Concert: The Gregson Connection
Virtuosi GUS Band Conducted by Adam CookeSalvation Army Hall Kettering
On 23 April 2016, Jeremy Wise was at Salvation Army Hall Kettering for ‘The Gregson Connection’ – a concert celebrating Edward Gregson’s 70th birthday, featuring GUS together with the Belcanto Ladies Choir directed by Barry Clark.
The prolific and high quality music output of Edward Gregson over the best part of the last 50 years was celebrated in this excellent joint concert.
The current Midlands’ Champion, Virtuosi GUS Band, has been a mainstay of the Kettering music scene for more than 75 years and was joined by the celebrated ladies voice choir, Belcanto, which has been on fine form too, winning its class at Llangollen Eisteddfod in 2012 and 2015.
The music ranged from Edward’s earliest student output in the 1960s, including the lovely cornet solo Before the Cross, featuring Iain Culross as guest soloist 'depping' for Thomas Fountain, currently in France with the European Youth Brass Band. Iain showed his class in a silky and sympathetic performance and Grant Jameson was also a great crowd- pleaser with his performance of Gregson’s Symphonic Rhapsody, which Edward Gregson revealed he had started in his teens, but got stuck and finish until a few years later. Trevor Groom gave the first broadcast performance of the piece in the early 1970s, so it was fitting that he was amongst the audience.
The Choir sang some real quality music including Edward Gregson’s song Welcome, commissioned specially for the Royal Opening of the Bridgewater Hall, Manchester in 1996, in the presence of HM The Queen. The Choir’s programme also featured two movements from Gregson’s Missa Brevis (Gloria and Benedictus), showing beautiful, balanced sound in these very difficult works.
Featuring two major Gregson works - Dances and Arias and Of Distant Memories to end both halves of the concert, GUS played superbly in honouring this leading composer, despite the sheer physical demands of the pieces. The star of the show - Edward Gregson – was also invited to conduct his own Prelude for an Occasion, delighting both the band and the audience.
It is sometimes difficult to attract an audience to events such as this, but thanks mainly to the tireless work of the organisers the hall was well- filled and the audience was rewarded with fine music, carefully prepared and performed by two excellent ensembles at the top of their games. It was the kind of high quality concert that there are too few of now… sadly.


## Requirement:
The entries that follow need to be printed exactly as they are, minus any pictures.

----- Exercise input

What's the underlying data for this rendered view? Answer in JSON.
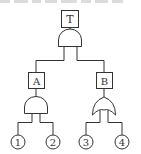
{
  "diagram": {
    "type": "fault-tree",
    "colors": {
      "stroke": "#333333",
      "background": "#ffffff",
      "cropped_text": "#dcdcdc"
    },
    "top_event": {
      "label": "T"
    },
    "top_gate": {
      "type": "AND"
    },
    "intermediate_events": [
      {
        "label": "A",
        "gate": "AND",
        "inputs": [
          "1",
          "2"
        ]
      },
      {
        "label": "B",
        "gate": "OR",
        "inputs": [
          "3",
          "4"
        ]
      }
    ],
    "basic_events": [
      {
        "label": "1"
      },
      {
        "label": "2"
      },
      {
        "label": "3"
      },
      {
        "label": "4"
      }
    ]
  }
}
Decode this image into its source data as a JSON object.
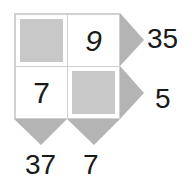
{
  "puzzle": {
    "cells": [
      {
        "row": 0,
        "col": 0,
        "shaded": true,
        "value": ""
      },
      {
        "row": 0,
        "col": 1,
        "shaded": false,
        "value": "9"
      },
      {
        "row": 1,
        "col": 0,
        "shaded": false,
        "value": "7"
      },
      {
        "row": 1,
        "col": 1,
        "shaded": true,
        "value": ""
      }
    ],
    "row_clues": [
      "35",
      "5"
    ],
    "col_clues": [
      "37",
      "7"
    ],
    "colors": {
      "border": "#d0d0d0",
      "shade": "#c8c8c8",
      "arrow": "#b4b4b4",
      "text": "#1a1a1a"
    }
  }
}
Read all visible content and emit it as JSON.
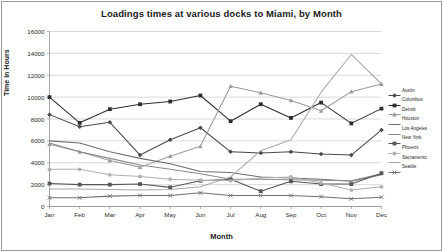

----------

## Solution to this task:
What's the underlying data for this rendered view? Answer in JSON.
{
  "diagram": {
    "type": "fault-tree",
    "colors": {
      "stroke": "#333333",
      "background": "#ffffff",
      "cropped_text": "#dcdcdc"
    },
    "top_event": {
      "label": "T"
    },
    "top_gate": {
      "type": "AND"
    },
    "intermediate_events": [
      {
        "label": "A",
        "gate": "AND",
        "inputs": [
          "1",
          "2"
        ]
      },
      {
        "label": "B",
        "gate": "OR",
        "inputs": [
          "3",
          "4"
        ]
      }
    ],
    "basic_events": [
      {
        "label": "1"
      },
      {
        "label": "2"
      },
      {
        "label": "3"
      },
      {
        "label": "4"
      }
    ]
  }
}
Decode this image into its source data as a JSON object.
{
  "puzzle": {
    "cells": [
      {
        "row": 0,
        "col": 0,
        "shaded": true,
        "value": ""
      },
      {
        "row": 0,
        "col": 1,
        "shaded": false,
        "value": "9"
      },
      {
        "row": 1,
        "col": 0,
        "shaded": false,
        "value": "7"
      },
      {
        "row": 1,
        "col": 1,
        "shaded": true,
        "value": ""
      }
    ],
    "row_clues": [
      "35",
      "5"
    ],
    "col_clues": [
      "37",
      "7"
    ],
    "colors": {
      "border": "#d0d0d0",
      "shade": "#c8c8c8",
      "arrow": "#b4b4b4",
      "text": "#1a1a1a"
    }
  }
}
Read all visible content and emit it as JSON.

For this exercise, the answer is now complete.